For the beauty of the earth

For the beauty of the earth, 
for the glory of the skies, 
for the love which from our birth 
over and around us lies. 

Christ, our Lord, to you we raise 
this, our hymn of grateful praise. 

Fol­li­ot S. Pier­point

Saturday I took a drive up through the Shenandoah Valley to Luray Caverns.  No, not for fun, I had a work meeting there.  Seriously.

But it was a beautiful day for a drive through the mountains.  The sky was clear.  The flowers were blooming.

I drove through charming small towns that have been there for as many as 200 years.

The drive made me thing about how, as much as I love the ocean, the mountains of Virginia are also beautiful.

I’ll be driving home to my own mountains this weekend.  A short visit home to see the parents.  At my age, and theirs, you don’t miss those opportunities.

But on my drive I thought, as I often have at the beach, about the absurdity of thinking this all just poofed into existence.

C.S. Lewis said:

“Supposing there was no intelligence behind the universe, no creative mind. In that case, nobody designed my brain for the purpose of thinking. It is merely that when the atoms inside my skull happen, for physical or chemical reasons, to arrange themselves in a certain way, this gives me, as a by-product, the sensation I call thought. But, if so, how can I trust my own thinking to be true? It’s like upsetting a milk jug and hoping that the way it splashes itself will give you a map of London. But if I can’t trust my own thinking, of course I can’t trust the arguments leading to Atheism, and therefore have no reason to be an Atheist, or anything else. Unless I believe in God, I cannot believe in thought: so I can never use thought to disbelieve in God.”

The Case for Christianity.

I need to read more Lewis.

And, I need to spend more time in the mountains.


Exercise goal –
Reading the data below, count the lines that carry the string "nose". Give nothing but the count.

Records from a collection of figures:
::::::
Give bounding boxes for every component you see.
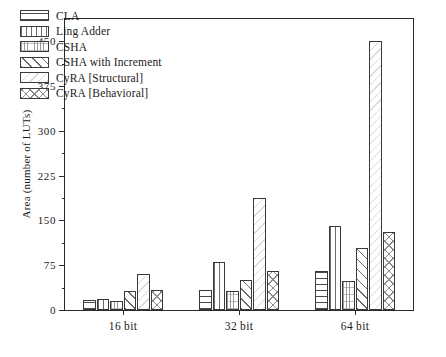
legend-item-label: CSHA with Increment bbox=[56, 56, 162, 68]
bar-csha-with-increment-32-bit bbox=[240, 280, 253, 310]
bar-cyra-structural-32-bit bbox=[253, 198, 266, 310]
bar-cyra-behavioral-32-bit bbox=[267, 271, 280, 310]
y-axis-minor-tick bbox=[62, 153, 66, 154]
y-axis-tick-label: 225 bbox=[38, 170, 56, 182]
y-axis-tick bbox=[59, 220, 65, 221]
x-axis-tick bbox=[123, 310, 124, 315]
x-axis-tick bbox=[239, 310, 240, 315]
legend-swatch-icon bbox=[20, 57, 49, 68]
legend-swatch-icon bbox=[20, 10, 49, 21]
bar-ling-adder-16-bit bbox=[97, 299, 110, 310]
bar-cla-32-bit bbox=[199, 290, 212, 310]
bar-cyra-behavioral-64-bit bbox=[383, 232, 396, 310]
legend-item-label: Ling Adder bbox=[56, 25, 110, 37]
y-axis-tick bbox=[59, 131, 65, 132]
y-axis-tick bbox=[59, 310, 65, 311]
x-axis-tick-label: 16 bit bbox=[109, 320, 137, 332]
bar-csha-with-increment-16-bit bbox=[124, 291, 137, 310]
x-axis-tick bbox=[355, 310, 356, 315]
legend-item-label: CSHA bbox=[56, 41, 87, 53]
legend-item: CyRA [Structural] bbox=[20, 71, 162, 84]
y-axis-tick-label: 0 bbox=[50, 304, 56, 316]
y-axis-tick-label: 150 bbox=[38, 214, 56, 226]
legend-item: CLA bbox=[20, 9, 162, 22]
bar-csha-32-bit bbox=[226, 291, 239, 310]
y-axis-minor-tick bbox=[62, 198, 66, 199]
bar-csha-with-increment-64-bit bbox=[356, 248, 369, 310]
y-axis-minor-tick bbox=[62, 243, 66, 244]
y-axis-tick-label: 300 bbox=[38, 125, 56, 137]
legend-item-label: CyRA [Structural] bbox=[56, 72, 143, 84]
legend-item-label: CyRA [Behavioral] bbox=[56, 87, 148, 99]
bar-cyra-structural-16-bit bbox=[137, 274, 150, 310]
legend-item-label: CLA bbox=[56, 10, 79, 22]
y-axis-minor-tick bbox=[62, 288, 66, 289]
legend-item: CSHA with Increment bbox=[20, 56, 162, 69]
bar-cyra-structural-64-bit bbox=[369, 41, 382, 310]
y-axis-tick bbox=[59, 265, 65, 266]
chart-legend: CLALing AdderCSHACSHA with IncrementCyRA… bbox=[20, 9, 162, 100]
bar-cyra-behavioral-16-bit bbox=[151, 290, 164, 310]
legend-item: CSHA bbox=[20, 40, 162, 53]
x-axis-tick-label: 64 bit bbox=[341, 320, 369, 332]
legend-item: Ling Adder bbox=[20, 25, 162, 38]
y-axis-tick bbox=[59, 176, 65, 177]
bar-cla-64-bit bbox=[315, 271, 328, 310]
bar-csha-64-bit bbox=[342, 281, 355, 310]
legend-item: CyRA [Behavioral] bbox=[20, 87, 162, 100]
y-axis-minor-tick bbox=[62, 108, 66, 109]
legend-swatch-icon bbox=[20, 41, 49, 52]
bar-ling-adder-32-bit bbox=[213, 262, 226, 310]
legend-swatch-icon bbox=[20, 72, 49, 83]
bar-csha-16-bit bbox=[110, 301, 123, 310]
x-axis-tick-label: 32 bit bbox=[225, 320, 253, 332]
y-axis-tick-label: 75 bbox=[44, 259, 56, 271]
bar-chart-figure: Area (number of LUTs) 075150225300375450… bbox=[0, 0, 446, 357]
legend-swatch-icon bbox=[20, 26, 49, 37]
bar-cla-16-bit bbox=[83, 300, 96, 310]
bar-ling-adder-64-bit bbox=[329, 226, 342, 310]
legend-swatch-icon bbox=[20, 88, 49, 99]
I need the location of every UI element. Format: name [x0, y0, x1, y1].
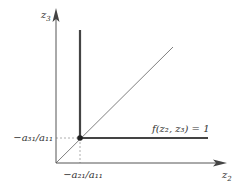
kink-point — [77, 135, 83, 141]
z3-tick-label: −a₃₁/a₁₁ — [13, 132, 53, 143]
z2-tick-label: −a₂₁/a₁₁ — [63, 169, 103, 180]
z3-label: z3 — [40, 9, 51, 23]
level-set-label: f(z₂, z₃) = 1 — [151, 123, 210, 134]
diagonal-line — [56, 47, 173, 163]
z2-label: z2 — [221, 169, 232, 183]
diagram-canvas: z3 z2 −a₃₁/a₁₁ −a₂₁/a₁₁ f(z₂, z₃) = 1 — [0, 0, 242, 185]
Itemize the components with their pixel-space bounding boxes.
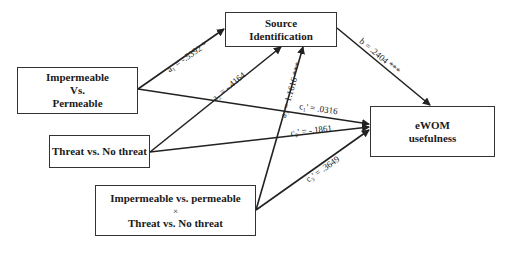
interaction-box: Impermeable vs. permeable × Threat vs. N…	[95, 185, 256, 236]
source-identification-box: Source Identification	[225, 12, 337, 47]
arrow-c2	[150, 127, 369, 152]
iv1-line1: Impermeable	[46, 71, 109, 84]
interaction-line1: Impermeable vs. permeable	[110, 192, 240, 205]
ewom-usefulness-box: eWOM usefulness	[370, 106, 495, 157]
iv1-line3: Permeable	[52, 97, 102, 110]
arrow-b	[337, 28, 430, 105]
dv-line2: usefulness	[409, 132, 457, 145]
dv-line1: eWOM	[415, 119, 450, 132]
times-symbol: ×	[173, 205, 178, 217]
threat-box: Threat vs. No threat	[49, 135, 150, 168]
iv2-line1: Threat vs. No threat	[52, 145, 147, 158]
impermeable-permeable-box: Impermeable Vs. Permeable	[17, 67, 138, 114]
interaction-line3: Threat vs. No threat	[128, 217, 223, 230]
source-line1: Source	[265, 17, 297, 30]
source-line2: Identification	[249, 30, 313, 43]
iv1-line2: Vs.	[70, 84, 85, 97]
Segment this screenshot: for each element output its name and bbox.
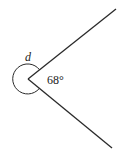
upper-ray bbox=[28, 9, 116, 79]
angle-diagram: d 68° bbox=[0, 0, 122, 158]
lower-ray bbox=[28, 79, 112, 148]
reflex-angle-label: d bbox=[25, 50, 32, 64]
reflex-angle-arc bbox=[13, 64, 40, 94]
interior-angle-label: 68° bbox=[47, 73, 64, 87]
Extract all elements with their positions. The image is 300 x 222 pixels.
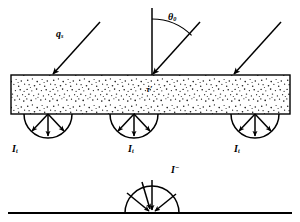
diagram-canvas: [0, 0, 300, 222]
incident-ray-group: [53, 22, 281, 74]
transmitted-lobe-center: [110, 114, 158, 138]
zenith-angle-label: θ0: [168, 12, 176, 23]
transmitted-lobe-left: [24, 114, 72, 138]
transmitted-lobe-right: [231, 114, 279, 138]
transmitted-intensity-label-right: It: [234, 144, 240, 155]
figure-diagram: qs θ0 τ′ It It It I−: [0, 0, 300, 222]
downward-intensity-label: I−: [171, 165, 179, 175]
optical-depth-label: τ′: [146, 85, 153, 94]
incident-ray-right: [234, 22, 281, 74]
slab-body: [11, 75, 290, 114]
scattering-slab: [11, 75, 290, 114]
incident-flux-label: qs: [56, 29, 63, 40]
downward-intensity-lobe: [125, 180, 179, 213]
transmitted-intensity-label-left: It: [12, 144, 18, 155]
incident-ray-center: [153, 22, 200, 74]
transmitted-intensity-label-center: It: [128, 144, 134, 155]
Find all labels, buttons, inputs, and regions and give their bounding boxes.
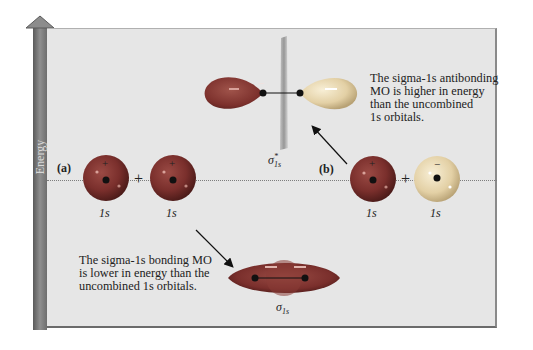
bonding-description: The sigma-1s bonding MO is lower in ener… xyxy=(79,254,212,293)
sign-antibonding-left: − xyxy=(258,77,264,89)
sign-a-right: + xyxy=(169,157,175,169)
antibonding-mo xyxy=(205,36,358,150)
panel-tag-a: (a) xyxy=(57,161,71,176)
plus-operator-b: + xyxy=(401,170,410,188)
antibonding-description: The sigma-1s antibonding MO is higher in… xyxy=(370,72,498,124)
label-1s-a-right: 1s xyxy=(166,206,177,221)
sign-b-right: − xyxy=(434,158,440,170)
label-1s-b-left: 1s xyxy=(366,206,377,221)
orbital-graphics xyxy=(0,0,533,350)
antibonding-symbol: σ*1s xyxy=(268,152,281,169)
sign-b-left: + xyxy=(369,157,375,169)
panel-tag-b: (b) xyxy=(319,162,334,177)
bonding-mo xyxy=(228,260,340,296)
sign-a-left: + xyxy=(102,157,108,169)
label-1s-a-left: 1s xyxy=(99,206,110,221)
label-1s-b-right: 1s xyxy=(430,206,441,221)
plus-operator-a: + xyxy=(134,170,143,188)
arrow-to-antibonding xyxy=(313,127,347,164)
bonding-symbol: σ1s xyxy=(276,300,289,316)
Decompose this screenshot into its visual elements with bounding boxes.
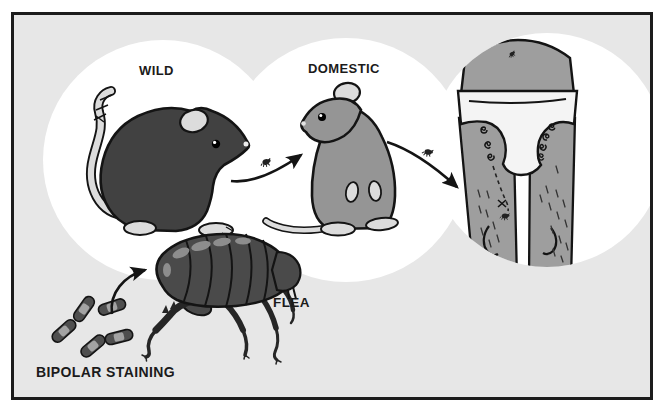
domestic-rat-eye-glint (319, 114, 322, 117)
label-flea: FLEA (273, 295, 310, 310)
wild-rat-hind-foot (124, 221, 156, 235)
domestic-rat-nose (301, 121, 306, 126)
label-bipolar-staining: BIPOLAR STAINING (36, 364, 175, 380)
figure-stage: WILD DOMESTIC FLEA BIPOLAR STAINING (0, 0, 664, 412)
label-domestic: DOMESTIC (308, 61, 380, 76)
wild-rat-eye-glint (213, 141, 216, 144)
domestic-rat-eye (318, 113, 326, 121)
label-wild: WILD (139, 63, 174, 78)
domestic-rat-foot-left (321, 223, 355, 236)
wild-rat-eye (212, 140, 220, 148)
wild-rat-nose (244, 142, 249, 147)
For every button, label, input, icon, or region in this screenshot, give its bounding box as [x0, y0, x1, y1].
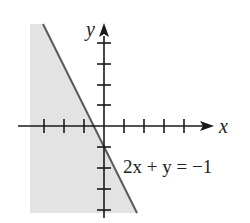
x-axis-label: x	[218, 115, 228, 137]
inequality-graph: y x 2x + y = −1	[0, 0, 250, 223]
shaded-region	[30, 24, 137, 213]
graph-canvas: y x 2x + y = −1	[0, 0, 250, 223]
y-axis-arrow-icon	[99, 23, 109, 37]
equation-label: 2x + y = −1	[123, 156, 212, 177]
y-axis-label: y	[84, 18, 95, 41]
::::::
Response area –
2